Town Square Delaware features monthly reflections from Laurisa Schutt, executive director of Teach for America – Delaware and two TFA teachers who are teaching in Delaware schools this year.
Nine years ago I was invited to join the board of EastSide Charter School. At the time, the school was run by a well-respected leader in a small building in the middle of a Wilmington Housing Authority project. Started in 1997, Eastside was known for strong achievement with about 100 students grades K- 5. The board met in a crowded classroom with barred windows, water dripping overhead.
To increase my understanding as a board member, I started to mentor. My five-year-old daughter and I would spend Fridayafternoons reading and writing with Ms. King’s 5 year olds. Homeless, hungry, some even parentless, Ms. King made sure all of her kids were reading by June. I helped a little, but mostly I observed and learned. Ms. King remains at Eastside today. I think of her humanity-above-all approach every day as I work now with teachers early in their careers.
Over nearly a decade, our work as a school team—board, leadership, faculty, students, parents and families—has not been a linear climb. Despite setbacks, it contains realizations and progress that helped us move forward in our understanding of what puts a school on the right track – as well as the humility required to keep trying to do right by children no matter what.
We tried so many things. We moved school buildings to expand; we lost our leader; our scores dropped; enrollment didn’t fill the building that was given for $1 but came with $8,000,000 of deferred maintenance. We hired a school leader – didn’t work out; we hired another – didn’t work out. We had the best intentions – what were we not doing? How much did we not know? We started to observe excellent schools.
Unlike the ones we saw, our school leaders had certainly not focused on every teacher in every classroom. They had not created the environment where teachers wanted to develop and contribute to change towards one vision. We started to understand that no amount of focus on curriculum, schedule, or after school programs mattered without a commitment to leadership; again and again teacher leadership and administrative leadership set apart great schools.
My final school board meeting felt good– hearing the school leader we hired two-and-a-half years ago report on double digit student growth, consistent improvement and a strong culture. Incredible teachers, engaged parent representatives, a stable budget, and a fledgling early childhood program in 2014 – this is momentum. While the work of excellence is far from done, the momentum is real; everyone can feel it and everyone is now part of it.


Within the listing below, please show every line carrying the string "Output".

Extracted material:
-*-*-

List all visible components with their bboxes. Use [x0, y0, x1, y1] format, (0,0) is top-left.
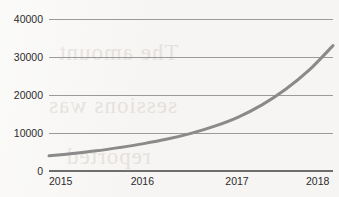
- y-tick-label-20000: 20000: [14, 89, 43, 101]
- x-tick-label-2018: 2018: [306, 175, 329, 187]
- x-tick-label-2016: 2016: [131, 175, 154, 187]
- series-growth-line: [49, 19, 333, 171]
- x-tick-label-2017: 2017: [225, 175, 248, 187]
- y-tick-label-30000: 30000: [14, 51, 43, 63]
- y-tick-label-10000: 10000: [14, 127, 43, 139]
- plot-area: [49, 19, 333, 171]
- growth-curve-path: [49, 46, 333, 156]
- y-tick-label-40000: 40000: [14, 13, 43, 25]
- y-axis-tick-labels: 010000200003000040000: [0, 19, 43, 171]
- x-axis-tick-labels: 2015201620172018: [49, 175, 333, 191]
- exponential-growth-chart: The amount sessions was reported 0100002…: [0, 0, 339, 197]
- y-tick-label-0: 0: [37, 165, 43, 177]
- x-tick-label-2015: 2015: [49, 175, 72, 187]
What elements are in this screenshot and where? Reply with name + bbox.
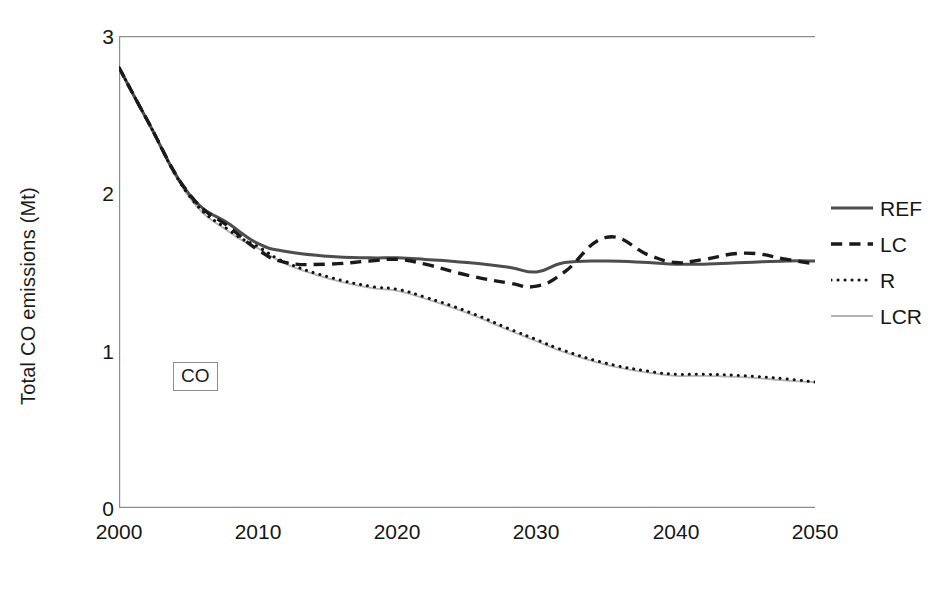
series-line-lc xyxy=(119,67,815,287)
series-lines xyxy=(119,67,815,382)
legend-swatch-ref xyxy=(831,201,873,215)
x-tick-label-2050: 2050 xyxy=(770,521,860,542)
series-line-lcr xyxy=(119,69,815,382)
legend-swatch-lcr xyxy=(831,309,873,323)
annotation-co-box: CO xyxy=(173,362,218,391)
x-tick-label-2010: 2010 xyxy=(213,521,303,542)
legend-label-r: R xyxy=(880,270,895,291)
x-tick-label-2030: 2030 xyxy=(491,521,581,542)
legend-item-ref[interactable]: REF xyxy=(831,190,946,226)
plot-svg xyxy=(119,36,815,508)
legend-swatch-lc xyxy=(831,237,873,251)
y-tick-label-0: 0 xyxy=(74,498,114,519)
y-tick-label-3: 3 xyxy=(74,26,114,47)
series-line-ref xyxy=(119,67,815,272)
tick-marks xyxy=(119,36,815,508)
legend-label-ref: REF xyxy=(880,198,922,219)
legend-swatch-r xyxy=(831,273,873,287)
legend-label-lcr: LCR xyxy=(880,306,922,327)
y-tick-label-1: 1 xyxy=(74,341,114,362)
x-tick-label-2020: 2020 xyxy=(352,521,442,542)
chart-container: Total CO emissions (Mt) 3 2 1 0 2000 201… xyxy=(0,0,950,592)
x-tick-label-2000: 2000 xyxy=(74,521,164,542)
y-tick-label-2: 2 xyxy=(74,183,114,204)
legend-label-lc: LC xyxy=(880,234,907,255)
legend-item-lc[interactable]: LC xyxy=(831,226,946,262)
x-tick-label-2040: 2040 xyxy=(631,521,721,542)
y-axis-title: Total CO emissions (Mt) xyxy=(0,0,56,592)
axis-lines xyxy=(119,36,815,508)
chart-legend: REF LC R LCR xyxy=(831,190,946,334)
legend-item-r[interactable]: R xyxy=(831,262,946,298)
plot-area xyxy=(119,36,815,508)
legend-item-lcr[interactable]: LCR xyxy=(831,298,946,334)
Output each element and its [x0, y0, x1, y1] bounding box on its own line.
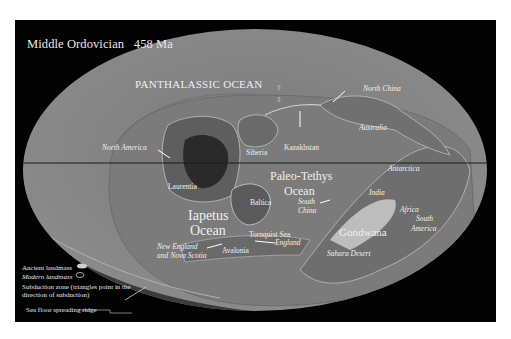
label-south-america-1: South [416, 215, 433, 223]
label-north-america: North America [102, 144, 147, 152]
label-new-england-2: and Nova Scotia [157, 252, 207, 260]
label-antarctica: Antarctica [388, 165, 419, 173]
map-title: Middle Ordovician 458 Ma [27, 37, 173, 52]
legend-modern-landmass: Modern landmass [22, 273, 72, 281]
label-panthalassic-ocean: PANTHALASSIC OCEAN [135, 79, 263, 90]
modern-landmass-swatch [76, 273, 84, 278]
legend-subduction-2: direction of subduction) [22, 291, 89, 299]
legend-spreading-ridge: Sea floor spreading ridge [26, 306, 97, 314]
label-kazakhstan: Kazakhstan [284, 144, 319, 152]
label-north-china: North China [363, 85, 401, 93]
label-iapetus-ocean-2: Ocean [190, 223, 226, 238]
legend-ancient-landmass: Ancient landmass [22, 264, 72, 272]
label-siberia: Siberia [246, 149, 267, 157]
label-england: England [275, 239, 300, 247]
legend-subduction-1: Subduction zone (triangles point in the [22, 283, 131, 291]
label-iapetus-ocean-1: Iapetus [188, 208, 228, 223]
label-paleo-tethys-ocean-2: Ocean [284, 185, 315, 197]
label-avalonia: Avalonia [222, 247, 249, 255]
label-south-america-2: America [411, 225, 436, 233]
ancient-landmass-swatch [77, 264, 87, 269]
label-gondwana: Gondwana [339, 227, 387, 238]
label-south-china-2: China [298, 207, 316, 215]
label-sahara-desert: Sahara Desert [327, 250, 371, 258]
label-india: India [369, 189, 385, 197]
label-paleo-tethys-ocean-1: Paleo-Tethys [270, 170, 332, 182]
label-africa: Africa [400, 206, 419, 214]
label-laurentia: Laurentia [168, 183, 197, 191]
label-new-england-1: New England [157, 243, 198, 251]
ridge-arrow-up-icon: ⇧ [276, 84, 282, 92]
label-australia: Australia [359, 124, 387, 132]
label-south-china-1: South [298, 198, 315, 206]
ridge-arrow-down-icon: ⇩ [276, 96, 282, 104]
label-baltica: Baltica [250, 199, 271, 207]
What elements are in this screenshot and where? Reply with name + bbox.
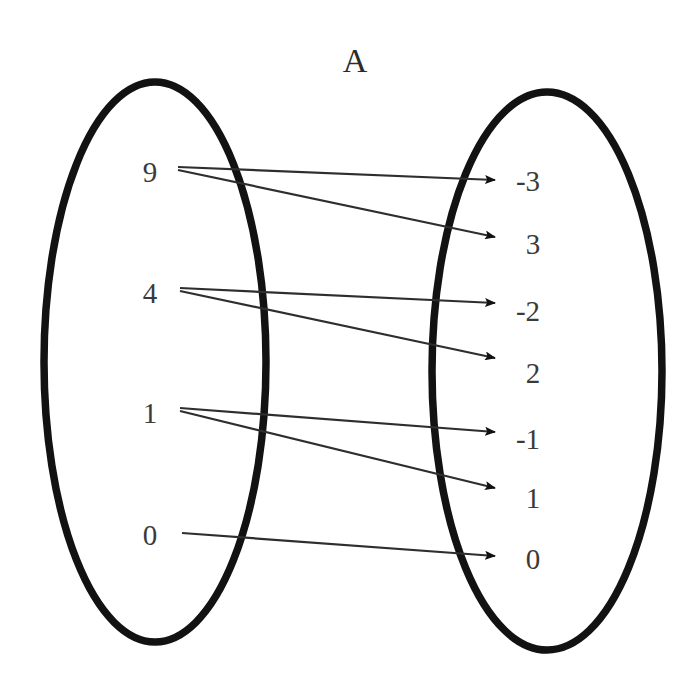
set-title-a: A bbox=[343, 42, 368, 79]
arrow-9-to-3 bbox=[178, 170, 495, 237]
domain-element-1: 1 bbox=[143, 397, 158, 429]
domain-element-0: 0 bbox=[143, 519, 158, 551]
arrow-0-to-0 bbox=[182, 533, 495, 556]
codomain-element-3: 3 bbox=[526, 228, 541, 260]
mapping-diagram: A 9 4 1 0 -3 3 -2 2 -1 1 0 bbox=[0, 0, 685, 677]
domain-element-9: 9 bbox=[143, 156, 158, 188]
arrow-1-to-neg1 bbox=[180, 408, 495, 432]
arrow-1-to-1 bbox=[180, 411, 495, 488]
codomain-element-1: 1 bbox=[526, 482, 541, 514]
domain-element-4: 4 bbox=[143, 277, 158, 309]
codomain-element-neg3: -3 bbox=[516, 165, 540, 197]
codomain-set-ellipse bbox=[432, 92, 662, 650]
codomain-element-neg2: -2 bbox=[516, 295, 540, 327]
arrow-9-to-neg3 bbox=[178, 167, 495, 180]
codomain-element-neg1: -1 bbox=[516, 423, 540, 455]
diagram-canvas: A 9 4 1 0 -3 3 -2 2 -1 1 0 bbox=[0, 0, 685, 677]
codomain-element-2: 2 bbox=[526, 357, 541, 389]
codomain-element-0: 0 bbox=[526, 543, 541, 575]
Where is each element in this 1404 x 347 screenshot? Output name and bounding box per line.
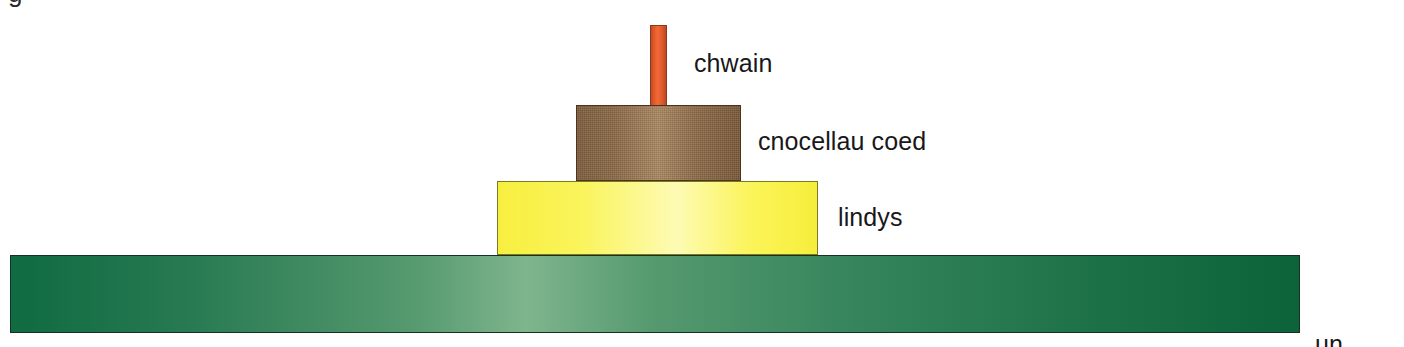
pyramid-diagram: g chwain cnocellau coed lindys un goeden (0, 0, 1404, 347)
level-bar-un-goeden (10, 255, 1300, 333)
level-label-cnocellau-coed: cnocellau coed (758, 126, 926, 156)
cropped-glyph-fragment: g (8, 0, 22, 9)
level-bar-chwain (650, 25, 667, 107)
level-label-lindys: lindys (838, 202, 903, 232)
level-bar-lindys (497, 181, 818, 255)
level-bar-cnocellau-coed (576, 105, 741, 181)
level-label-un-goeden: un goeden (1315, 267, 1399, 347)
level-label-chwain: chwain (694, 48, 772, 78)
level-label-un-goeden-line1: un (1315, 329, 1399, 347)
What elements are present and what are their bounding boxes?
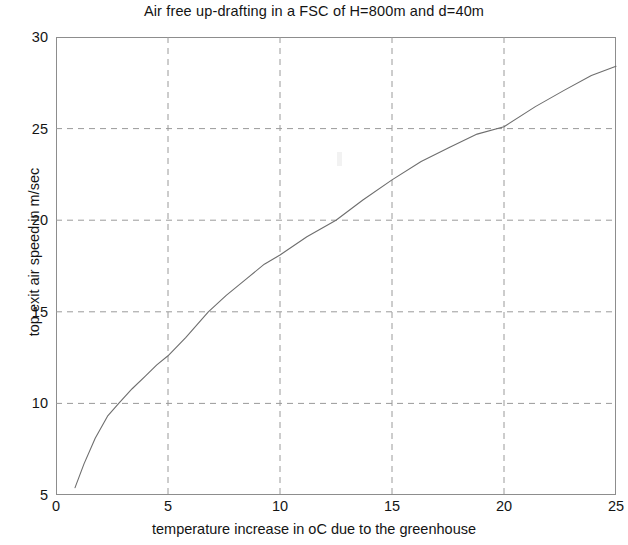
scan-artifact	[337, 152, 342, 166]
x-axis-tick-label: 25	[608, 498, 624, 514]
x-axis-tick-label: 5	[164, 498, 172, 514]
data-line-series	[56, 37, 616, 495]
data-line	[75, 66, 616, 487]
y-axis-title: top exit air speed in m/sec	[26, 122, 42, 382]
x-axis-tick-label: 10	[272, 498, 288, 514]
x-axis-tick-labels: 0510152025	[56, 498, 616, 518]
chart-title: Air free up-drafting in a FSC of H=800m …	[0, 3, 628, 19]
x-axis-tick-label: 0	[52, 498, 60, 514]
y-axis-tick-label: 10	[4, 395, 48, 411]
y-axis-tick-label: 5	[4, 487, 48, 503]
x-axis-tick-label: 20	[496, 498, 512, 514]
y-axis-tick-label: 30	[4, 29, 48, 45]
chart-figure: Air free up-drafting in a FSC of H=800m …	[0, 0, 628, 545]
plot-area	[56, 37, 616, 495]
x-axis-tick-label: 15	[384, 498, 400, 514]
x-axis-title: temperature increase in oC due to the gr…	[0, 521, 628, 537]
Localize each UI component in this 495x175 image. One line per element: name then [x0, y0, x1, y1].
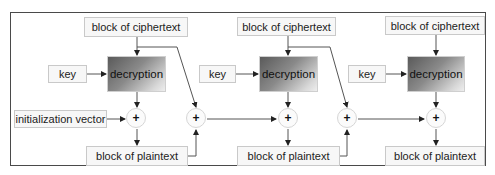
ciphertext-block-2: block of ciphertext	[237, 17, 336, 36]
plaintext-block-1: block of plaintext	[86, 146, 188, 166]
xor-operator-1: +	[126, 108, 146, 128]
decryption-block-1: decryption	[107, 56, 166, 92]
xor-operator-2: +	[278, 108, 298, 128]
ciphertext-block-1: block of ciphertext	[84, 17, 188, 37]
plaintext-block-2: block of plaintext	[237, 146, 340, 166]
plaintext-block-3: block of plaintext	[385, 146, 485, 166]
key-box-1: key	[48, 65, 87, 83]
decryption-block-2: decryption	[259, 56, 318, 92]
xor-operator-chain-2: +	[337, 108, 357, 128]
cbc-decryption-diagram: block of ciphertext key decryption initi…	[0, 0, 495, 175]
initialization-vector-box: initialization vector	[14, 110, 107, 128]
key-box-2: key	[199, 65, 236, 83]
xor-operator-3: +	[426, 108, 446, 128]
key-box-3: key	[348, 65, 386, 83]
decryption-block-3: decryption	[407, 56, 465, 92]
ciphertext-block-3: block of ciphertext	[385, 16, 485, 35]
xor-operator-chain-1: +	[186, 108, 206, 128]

-*-*-

Final answer:
Output each element and its [x0, y0, x1, y1] bounding box on its own line.
Where is each element in this 1404 x 347 screenshot? Output name and bounding box per line.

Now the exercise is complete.